When I first began this place, I was obsessed about stats. I would check my hit counter several times per day, and I’d rejoice when I saw a mere 20 hit jump. I remember writing a relatively stupid, amateurish post and having it get me almost 28,000 hits in a single day because it got promoted to Digg’s frontpage. I was ecstatic; I thought it meant my arrival for certain.
I suppose the traffic goal is part of the novelty and learning curve when one starts to blog. If you’re writing, you want to see people reading; the desire for an audience is natural and unapologetically human. But after a while — for me, at least — a larger charter appeared.
Since I’ve been writing GF, I’ve had dozens of offers for ad programs, link swaps, paid plugs, whatever. Thankfully, early in my writing career, I emailed a few of my favorite bloggers (John Gruber in particular) and asked their advice on the art. Their answer?

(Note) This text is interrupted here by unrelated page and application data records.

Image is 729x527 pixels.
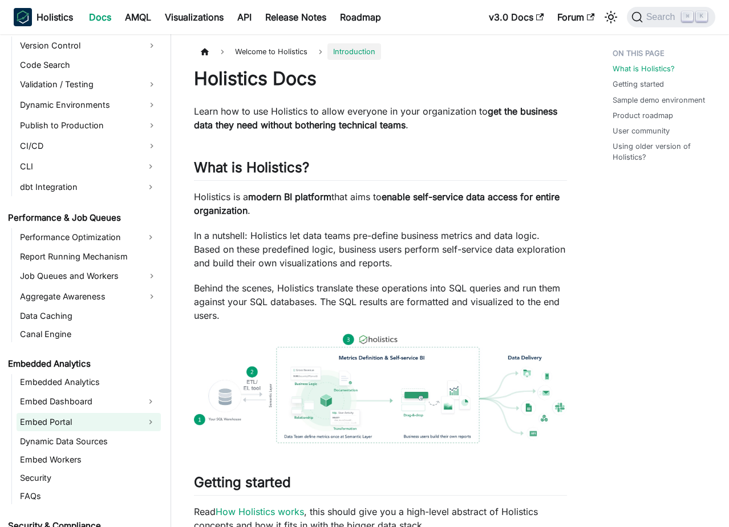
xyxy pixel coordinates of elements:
[17,392,140,410] a: Embed Dashboard
[258,8,333,26] a: Release Notes
[17,451,161,467] a: Embed Workers
[695,11,707,22] kbd: K
[612,141,711,162] a: Using older version of Holistics?
[17,36,161,55] a: Version Control
[17,137,161,155] a: CI/CD
[17,249,161,264] a: Report Running Mechanism
[194,43,567,60] nav: Breadcrumbs
[140,228,161,246] button: Expand sidebar category 'Performance Optimization'
[17,157,140,176] a: CLI
[601,8,620,26] button: Switch between dark and light mode (currently light mode)
[612,110,673,121] a: Product roadmap
[642,12,682,22] span: Search
[248,191,331,202] strong: modern BI platform
[333,8,388,26] a: Roadmap
[194,190,567,217] p: Holistics is a that aims to .
[612,79,664,89] a: Getting started
[215,506,304,517] a: How Holistics works
[612,95,705,105] a: Sample demo environment
[14,8,73,26] a: HolisticsHolistics
[17,96,161,114] a: Dynamic Environments
[17,433,161,449] a: Dynamic Data Sources
[612,125,669,136] a: User community
[194,43,215,60] a: Home page
[17,374,161,390] a: Embedded Analytics
[17,228,140,246] a: Performance Optimization
[17,57,161,73] a: Code Search
[327,43,381,60] span: Introduction
[17,470,161,486] a: Security
[17,488,161,504] a: FAQs
[229,43,313,60] span: Welcome to Holistics
[17,287,161,306] a: Aggregate Awareness
[17,267,161,285] a: Job Queues and Workers
[194,229,567,270] p: In a nutshell: Holistics let data teams pre-define business metrics and data logic. Based on thes...
[17,75,161,93] a: Validation / Testing
[140,413,161,431] button: Expand sidebar category 'Embed Portal'
[36,10,73,24] b: Holistics
[626,7,715,27] button: Search (Command+K)
[140,157,161,176] button: Expand sidebar category 'CLI'
[194,333,567,442] img: How Holistics fits in your Data Stack
[194,474,567,495] h2: Getting started
[17,178,140,196] a: dbt Integration
[194,104,567,132] p: Learn how to use Holistics to allow everyone in your organization to .
[17,116,161,135] a: Publish to Production
[82,8,118,26] a: Docs
[194,67,567,90] h1: Holistics Docs
[482,8,550,26] a: v3.0 Docs
[17,413,140,431] a: Embed Portal
[17,308,161,324] a: Data Caching
[17,326,161,342] a: Canal Engine
[230,8,258,26] a: API
[158,8,230,26] a: Visualizations
[550,8,601,26] a: Forum
[5,356,161,372] a: Embedded Analytics
[5,210,161,226] a: Performance & Job Queues
[194,281,567,322] p: Behind the scenes, Holistics translate these operations into SQL queries and run them against you...
[194,159,567,181] h2: What is Holistics?
[14,8,32,26] img: Holistics
[118,8,158,26] a: AMQL
[681,11,693,22] kbd: ⌘
[140,178,161,196] button: Expand sidebar category 'dbt Integration'
[140,392,161,410] button: Expand sidebar category 'Embed Dashboard'
[612,63,674,74] a: What is Holistics?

Content. Focus on content and eventually popularity, to whatever degree it might be, will come. Without quality content, you’ve really got nothing compelling to offer readers for their time and attention, and in this attention-economy we’re all playing in, that means you’re upside down. Stay there too long, and you won’t last.

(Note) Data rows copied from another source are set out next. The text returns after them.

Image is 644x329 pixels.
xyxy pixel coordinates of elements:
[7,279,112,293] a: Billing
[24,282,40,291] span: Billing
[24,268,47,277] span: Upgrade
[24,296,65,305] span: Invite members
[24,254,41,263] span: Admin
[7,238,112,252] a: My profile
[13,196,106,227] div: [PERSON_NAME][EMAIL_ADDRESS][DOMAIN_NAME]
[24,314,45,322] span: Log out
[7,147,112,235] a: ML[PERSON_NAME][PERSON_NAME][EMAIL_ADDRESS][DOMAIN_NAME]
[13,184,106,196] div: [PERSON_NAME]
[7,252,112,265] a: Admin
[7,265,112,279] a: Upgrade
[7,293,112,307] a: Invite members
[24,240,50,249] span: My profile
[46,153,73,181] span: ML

Blogging is hard work, as evidenced by all the blogs who never got past their first post, and blogging quality stuff is even harder. Thankfully, I’ve paid enough attention to those who do it right and my own gut feeling that I’ve been able to make a fair cut of it.
These days, traffic doesn’t really matter to me. I’ve had this feeling for a while, and I’ve noticed myself not really caring where my stats are anymore. It’s not for a lack of concern or effort, it’s just that if I really wanted traffic, I’d have done some stupid stunt to get it, and since I haven’t, I realized I wanted a more refined, educated, select audience. Even if it meant I didn’t haul the big numbers.
Today, Robert Scoble has a post that nearly perfectly captures what I’ve been thinking for several months now:
Who is winning the race to get more traffic?
This 14-year-old kid, Fred. He’s gotten MILLIONS of views! 45 million at last count.
This is what happens when you try to simply be entertaining.
If traffic is your goal, here’s the formula. Do something really stupid that’ll make people laugh.
Me? I’ll stick with having a few thousand people passionate about learning more from innovative technologists and other leaders.
Why not get into the traffic race? Because I’d rather be in the race for a smart, focused audience. That’s where the real action is.
As a counterpoint, understand that silly does work: I Can Has Cheezburger, Failblog and other sites do silly well. They’ve found a niche and have monetized it to some extent (and yes, I realize those two blogs are in the same network). But they are who they are; their brand is established. Traffic, in their case, helped them become who they are, and it’s safe to say that the guys who run Failblog are going to suddenly switch their gameplan and try to be a kottke instead.
The moral of the story is that while traffic is a reasonable metric by which you can measure your online presence and traction (as is Twitter followers, your FriendFeed universe, etc.), it’s not the only one. If traffic is your ultimate goal, and you’re being Mr. or Mrs. Serious On The Internet, go back and read Scoble’s traffic formula. You’re probably doing it wrong.
On the other hand, if your goal is to attract a bright and interesting audience with whom you can engage in interesting conversation about a variety of topics that you love, just write quality content. The rest will do itself.
5 responses so far ↓
cvidal // July 2, 2008 at 12:03 am |
Jeff – I came across Scoble’s post about 6 hours after you and had written something similar in my first blog post yesterday. With Billions of devices coming onto the Internet soon there may be a time in the future when sites actually start to filter some of the access to let the real customers get to the front of the line. Economics may drive sites to make these decisions.
Jeff Ventura // July 2, 2008 at 12:09 am |
I totally agree that we may see that happen, but I think it’s pretty far off. If we want increased signal, we’ll have to do it at the point of application and publication.
Eventually though, you’re right: there will be a way to determine grades of traffic flowing into your blog/whatever and treat them accordingly. It’ll be like QOS on the wire, only in terms of traffic flow management.
Nimish Batra // July 2, 2008 at 9:15 am |
I was about to post something like ‘An above-average intelligence audience is any day much more fun to talk to,’ but I see that somehow my WP login credentials are missing from your commenting system. What is up with this? ~.’
Jeff Ventura // July 2, 2008 at 9:39 am |
Nimish: no idea. I say user error.
petrogold // April 22, 2009 at 12:09 pm |
I read millions of pages to get traffic. It is essential due to without audience and exposure what is my site value.Natural type ins will come only if domain is generic while unnatural traffic will come if the content is quality . I am a stupid who cannot write well to attract audience how ma i going to survive?
Raed about ze Frank who stole million hit a day. Is it true-he did not wriet any good content except funny acting like another stupid alike me. is it true he got so many traffic for such fun?
I need real answers from folks, if you arrived to generate enough traffic like one Turkish young man shown in one day. How did he do? It is possible to magic ??